Breastfeeding in Public: You Do You

I spent months pouring over parenting and newborn books while pregnant with my first born. I was particularly obsessed with how-to breastfeeding manuals, devouring any literature I could get on the subject. At the time I imagined nursing was this experience that would challenge me to my core, but would be made easier with MCAT exam-level preparation.

Despite my constant reading, I don’t remember these books discussing the topic of breastfeeding in public. My level of preparation for such an event event was buying one of those oddly shaped blankets designed to cover my nursing baby, with a cutesy name that compared me to a cow milking her calf. I assumed this part of nursing would be simple, I’d use my large bib to cover myself and baby, or just sneak off to a quiet corner.

When my daughter was born, breastfeeding ended up being more of a challenge than I anticipated. I failed the nursing exam, according to my actual nurses, who didn’t want to release our family from the hospital after 24-hours. Their concerns were valid, I was very young, unprepared, and struggling with getting a hang of, well, everything.

After deliberating for a bit, we ended up hightailing it out of the hospital. I was stressed from the constant check-ins, and nurses pulling my breasts and tugging my nipples in odd ways that made me more tense than anything. I wanted to sleep in my own bed, and figure this nursing thing out just me and my baby.

I stayed home a lot during that time, afraid to be stuck out and about with a baby and my exposed boobs. No matter how hard I tried to use the weird cover-up thing, it always ended up strangling me and exposing my breasts even more.
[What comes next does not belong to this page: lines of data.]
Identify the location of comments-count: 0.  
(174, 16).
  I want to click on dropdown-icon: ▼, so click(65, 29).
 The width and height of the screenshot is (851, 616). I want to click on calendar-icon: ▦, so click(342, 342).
When my youngest was two-months-old, we were leaving the mall when the driver behind us drove into our car. It was more of a bump, and there was no damage to the car, but to a new mother who is in fierce lioness mode, the world may as well have ended. I jumped out of the car, and screamed at the driver, “THERE IS A BABY IN THIS CAR!” I then scooped up my screaming infant, plunked myself down on the sidewalk, and pulled my boobs out for the world to see. I nursed my baby until she settled, my husband dealing with the driver and insurance, and cars driving slowly past us. I didn’t care, and the not caring felt like sweet freedom.

It’s been seven years since the day I rage-screamed at a stranger, and I’m been nursing my three kids for a combined total of five years and four months. I’m not really an extended breastfeeding advocate, in fact I am very supportive of the Fed is Best campaign, it’s just what has worked for me and my family.

Over the years I have become really comfortable with nursing in public. You name a situation, and I’ve probably breastfed in that situation. It’s become a part of my life, and now I don’t even really think about it anymore. Luckily, I haven’t received any complaints in all my years of public nursing. Whispered remarks and awkward stares, probably, but not to the point where I’ve really registered it.

Maybe I’m lucky, or maybe the area I live in is really accepting. But the biggest shift that has happened over these seven years is my own belief in my right to nurse in public.

Now that I’ve nursed newborns, toddlers, and even a preschooler, I don’t concern myself with whether the timing is right, or if I’m going to make people uncomfortable. I just do what I have to do, and I don’t make a big deal out of it. I’ve learned there are discreet ways to nurse in public, but I don’t ever cover myself or my child with some weird heat-trap that doesn’t work.

I’ve stopped thinking about my nursing breasts as a sexual object, and instead have embraced them for the function they’re serving in that moment. I don’t concern myself with someone else’s opinion either, I just do what works for me and my baby.

One of the most beautiful outcomes of becoming comfortable with nursing in public, has been the acceptance of my body in general. If I don’t care about nursing, without a cover, in front of strangers, friends, and family, then I don’t really care about what people think about my body. It is what it is, and I am more than the flesh that covers my bones, or the breasts that nourish and comfort my child, too.

My motto remains: do whatever works for you. If nursing with a cover is what makes you comfortable, do that. If you long for the freedom of nursing wherever, embrace what you’re longing for. And if you have zero interest in nursing at all, or if you are unable to for whatever reason, there is no shame either.

 

IMAGE SOURCE: LOLOSTOCK VIA GETTY IMAGES

 

Brianna Bell is a writer and journalist based out of Guelph, Ontario. She has written for many online and print publications, including Scary Mommy, The Penny Hoarder, and The Globe & Mail. 

Brianna's budget-savvy ways has attracted media attention, and led to newspaper coverage in The Globe & Mail and The Guelph Mercury. In April 2016 Brianna will be featured in Chicken Soup for the Soul: The Joy of Less, alongside co-writer Brooke Burke. You can find Brianna's website at Brianna Bell Writes.